Why Are We Indifferent To Integration?

One reason that I spent some time on integration is that, unlike other root foundations, we seem to be almost indifferent to it in our lives.

Emergence is manifest in our curiosity about doing new things, pushing our boundaries and seeking new horizons. We see identity in our pride in family and community, flags, songs, sports teams. And relationship and love are manifest – well – everywhere!

But integration? We seem far more interested in and excited by its opposite – disconnection. We might have some passing interest in a heartwarming story about people being in relationship or making up after a row. But it’s the fight, the conflict that arises from disconnect that energises, excites, attracts us and draws us in ….. again and again! (I covered this in the Sub-Chapter on Media also).

For example, I mentioned already that in the Pillars, there is often a kind of low-level conflict going on that gets in the way of good work. In fact, it often seems to be more common than cooperation.

In the days before Park-Magic I was parking my car on a busy street in Limerick city centre. Just as I was maneuvering into the space a man knocked on my window. I was certain that he was going to complain about something, that I bumped off his car and didn’t notice (or something like that), and I was preparing myself for some kind of conflict. Instead, when I opened the window, he said with a smile that he had almost one hour left on his parking disc and why wouldn’t I have it rather than it be going to waste. I thanked him for his generosity and thought no more about it until late that night when it popped into my head for some reason.

When I did think about it, it struck me that if he had criticised me, or we’d had some sort of row, I’d have been thinking about it all day, probably relating my side of events to anyone I met – and cribbing about this man who accosted me for what I thought was no reason. I wasn’t really drawn in by generosity, but I would have been by conflict!

Can you imagine a world where there would be a court sitting for people who do good – who make a connection – like the man who gave me the parking disc.
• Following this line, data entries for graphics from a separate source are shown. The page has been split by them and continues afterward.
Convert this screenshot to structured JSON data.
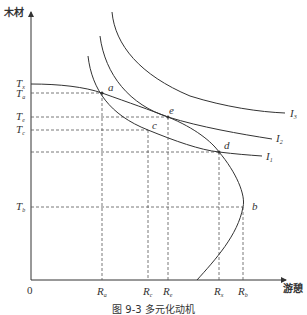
{
  "figure": {
    "caption": "图 9-3  多元化动机",
    "y_axis_label": "木材",
    "x_axis_label": "游憩",
    "origin_label": "0"
  },
  "y_ticks": [
    {
      "base": "T",
      "sub": "x",
      "y": 84
    },
    {
      "base": "T",
      "sub": "a",
      "y": 93
    },
    {
      "base": "T",
      "sub": "e",
      "y": 117
    },
    {
      "base": "T",
      "sub": "c",
      "y": 130
    },
    {
      "base": "T",
      "sub": "b",
      "y": 207
    }
  ],
  "x_ticks": [
    {
      "base": "R",
      "sub": "a",
      "x": 102
    },
    {
      "base": "R",
      "sub": "c",
      "x": 148
    },
    {
      "base": "R",
      "sub": "e",
      "x": 168
    },
    {
      "base": "R",
      "sub": "x",
      "x": 219
    },
    {
      "base": "R",
      "sub": "b",
      "x": 243
    }
  ],
  "points": [
    {
      "label": "a",
      "x": 102,
      "y": 93
    },
    {
      "label": "e",
      "x": 168,
      "y": 117
    },
    {
      "label": "c",
      "x": 148,
      "y": 130
    },
    {
      "label": "d",
      "x": 219,
      "y": 152
    },
    {
      "label": "b",
      "x": 243,
      "y": 207
    }
  ],
  "curves": {
    "indifference": [
      {
        "base": "I",
        "sub": "1"
      },
      {
        "base": "I",
        "sub": "2"
      },
      {
        "base": "I",
        "sub": "3"
      }
    ],
    "production_possibility": "backward-bending frontier"
  },
  "colors": {
    "line": "#333333",
    "dash": "#555555",
    "background": "#ffffff"
  }
}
I could summon him to court and the powers that be would charge him with performing a spontaneous act of kindness in public and I’d give evidence and he’d be rewarded by the State.

And, instead of complicated long drawn out peace processes after years of bloody conflict in a war zone, the conflict was avoided in the first place because society is integrated by countless little acts of generosity – resulting in a kind of upward causation of non-violent resolution of the inevitable conflict that is part of human life.

I don’t really know why we are drawn to and excited by energy-draining disconnect and conflict – particularly as a group, but also individuals, why bad news sells papers and good news doesn’t, why we are entertained by people fighting each other.

I intuit that it is due to a mixture of our need to compete to survive, and/or, perhaps some fear of being overwhelmed going back to the dawn of history. Yet another thought that I had was that it was due to upward causation (there we go again) of all the fragmentation and brokenness that is hidden in our homes. Or it could be like the trauma bond, where we keep going back to experience what we are accustomed to and described here.

Whatever it is, we appear to dwell on disconnect and conflict – sometimes for ever, but we take integration for granted, and barely give it a second thought!

Perhaps when we start dwelling on integration and give it more head-space (and heart-space) we’ll be a more contented species.